Vietnam or Thailand ? Vote for the TOP Country of the Week !
Updated: May 11, 2025
But monasticism, in any of its forms, ceased to have a salutary influence on society when the darkness of the Middle Ages was dispersed. It is peculiarly a Mediaeval institution. As a Mediaeval institution, it conferred many benefits on the semi-barbarians of Europe.
There have been many schools and periods in which one half of this dual life of man has been unduly emphasized to the detriment of the other. Often in the East and often too in the first, pre-Benedictine phase of Christian monasticism there has been an unbalanced cultivation of the contemplative life, resulting in a narrow, abnormal, imperfectly vitalized a-social type of spirituality.
Paul of Thebes, Hilarion of Gaza, and even the great Antony are only characters in the novels of the day. Now, however, there was in the East a real movement towards monasticism. All parties favoured it. The Semiarians were busy inside Mount Taurus; and though Acacians and Anomoeans held more aloof, they could not escape an influence which even Julian felt.
Quite as often, however, they discovered that he had 'got round' them, and discovered the other side, the side of secret nobility. Conceiving of St Francis as primarily the founder of the Franciscan Order, Mr Adderley opens his narrative with an admirable sketch of the history of Monasticism in Europe, which is certainly the best thing in the book.
In the general relaxation of the religious life the charity and devotion of the brethren of the Charter-house had won the reverence even of those who condemned monasticism. After a stubborn resistance they had acknowledged the royal Supremacy and taken the oath of submission prescribed by the Act.
Then, too, the custom had a particular purpose: Because they were foreigners, not Israelites, it is apparent that their father wished to distinguish them by certain marks from their countrymen, so that they might not relapse into the impiety of their countrymen. Such an end is lawful. But for monasticism far different ends are taught.
At the opening of the sixteenth century, the word "Catholic" meant the same in England as in every other country of western or central Europe belief in the seven sacraments, the sacrifice of the Mass, and the veneration of saints; acceptance of papal supremacy and support of monasticism and of other institutions and practices of the medieval Church.
Our purpose is not to write a history of monasticism, and therefore we do not intend entering into details on this point, interesting though they are. But we may add that, gradually, the old monasteries from the Norman invasion chiefly as well as the new ones which were established, were placed under the rule of the various congregations, acknowledged by the Holy See.
At any rate, it was left for the Christian Church to give to monasticism the character of an epidemic, to treat the purely social and domestic virtues as a positive hindrance to the religious life, seriously to disturb national well-being, and to come perilously near destroying civilisation. The origin of ascetic practices has already been indicated in a previous chapter.
If monasticism had created and nurtured the nation on its first becoming Christian, it gave to the people a second birth holier than the first, because consecrated by martyrdom. Henceforth, divided clans and antagonistic septs were to be unknown among them: only Catholic Irishmen were to remain ranked around the successors of "the saints" of old, all determined to be what they were, or die.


EXERCISE GOAL
Would you show every line from the records that holds "Parrot"?

INFORMATION PROVIDED
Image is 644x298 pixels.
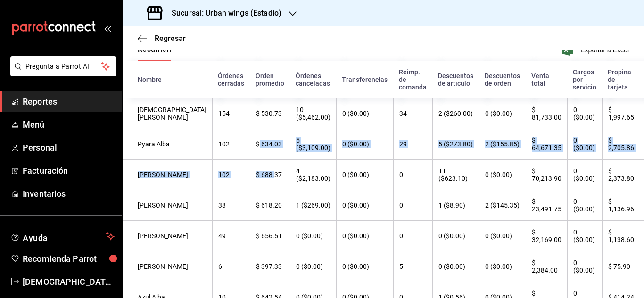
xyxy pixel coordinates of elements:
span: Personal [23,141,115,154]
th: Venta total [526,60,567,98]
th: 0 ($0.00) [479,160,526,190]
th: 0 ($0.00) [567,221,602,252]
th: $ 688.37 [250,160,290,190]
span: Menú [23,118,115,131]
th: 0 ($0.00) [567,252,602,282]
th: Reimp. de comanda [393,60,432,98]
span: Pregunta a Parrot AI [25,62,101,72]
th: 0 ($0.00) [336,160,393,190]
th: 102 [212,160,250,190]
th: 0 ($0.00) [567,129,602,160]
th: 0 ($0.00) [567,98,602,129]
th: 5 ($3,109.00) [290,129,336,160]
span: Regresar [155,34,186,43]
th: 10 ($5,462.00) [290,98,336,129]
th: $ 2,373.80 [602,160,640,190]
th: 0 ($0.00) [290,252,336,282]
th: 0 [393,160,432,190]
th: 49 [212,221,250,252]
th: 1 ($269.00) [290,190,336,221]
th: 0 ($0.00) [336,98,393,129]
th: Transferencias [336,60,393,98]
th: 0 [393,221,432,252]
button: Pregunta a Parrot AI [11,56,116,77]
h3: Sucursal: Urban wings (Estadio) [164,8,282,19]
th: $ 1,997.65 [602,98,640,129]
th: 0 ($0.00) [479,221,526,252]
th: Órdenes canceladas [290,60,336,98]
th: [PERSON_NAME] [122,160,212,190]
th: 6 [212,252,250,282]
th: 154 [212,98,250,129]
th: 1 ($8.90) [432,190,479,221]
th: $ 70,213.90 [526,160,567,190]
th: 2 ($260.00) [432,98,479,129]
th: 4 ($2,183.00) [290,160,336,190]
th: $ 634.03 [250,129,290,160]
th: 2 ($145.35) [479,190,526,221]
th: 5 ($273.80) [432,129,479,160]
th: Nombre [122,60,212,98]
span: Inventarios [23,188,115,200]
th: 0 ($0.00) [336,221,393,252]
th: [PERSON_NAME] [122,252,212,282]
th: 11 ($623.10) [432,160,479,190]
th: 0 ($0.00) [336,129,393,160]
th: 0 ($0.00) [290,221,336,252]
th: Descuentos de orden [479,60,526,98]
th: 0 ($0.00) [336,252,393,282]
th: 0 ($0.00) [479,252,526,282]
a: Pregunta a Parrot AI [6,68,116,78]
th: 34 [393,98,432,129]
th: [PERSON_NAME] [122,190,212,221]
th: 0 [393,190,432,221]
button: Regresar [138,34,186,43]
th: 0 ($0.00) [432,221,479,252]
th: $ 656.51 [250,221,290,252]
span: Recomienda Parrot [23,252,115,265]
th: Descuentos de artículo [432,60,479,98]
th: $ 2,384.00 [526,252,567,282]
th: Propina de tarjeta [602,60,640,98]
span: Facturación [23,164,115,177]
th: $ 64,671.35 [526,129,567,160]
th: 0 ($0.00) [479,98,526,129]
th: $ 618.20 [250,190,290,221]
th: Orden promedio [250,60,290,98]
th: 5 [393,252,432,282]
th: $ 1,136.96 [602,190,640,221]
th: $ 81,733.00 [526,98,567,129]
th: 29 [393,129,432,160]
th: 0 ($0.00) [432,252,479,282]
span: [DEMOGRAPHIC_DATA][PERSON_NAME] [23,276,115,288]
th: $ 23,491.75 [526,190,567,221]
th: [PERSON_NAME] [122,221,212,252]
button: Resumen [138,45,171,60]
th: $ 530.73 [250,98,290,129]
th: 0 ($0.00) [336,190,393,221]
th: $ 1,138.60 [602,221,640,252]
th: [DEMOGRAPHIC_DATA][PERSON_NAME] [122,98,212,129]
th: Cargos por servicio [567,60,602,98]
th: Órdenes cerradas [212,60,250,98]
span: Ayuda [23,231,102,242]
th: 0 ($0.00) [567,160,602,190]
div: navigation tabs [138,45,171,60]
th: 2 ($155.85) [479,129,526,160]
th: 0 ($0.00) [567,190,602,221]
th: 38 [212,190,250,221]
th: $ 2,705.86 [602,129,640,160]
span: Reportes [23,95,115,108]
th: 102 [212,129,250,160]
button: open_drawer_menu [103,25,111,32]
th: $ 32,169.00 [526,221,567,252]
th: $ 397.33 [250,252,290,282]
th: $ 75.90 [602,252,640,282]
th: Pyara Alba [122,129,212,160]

ANSWER FOR THIS EXERCISE
span: Pregunta a Parrot AI [25,62,101,72]
button: Pregunta a Parrot AI [11,56,116,77]
a: Pregunta a Parrot AI [6,68,116,78]
span: Recomienda Parrot [23,252,115,265]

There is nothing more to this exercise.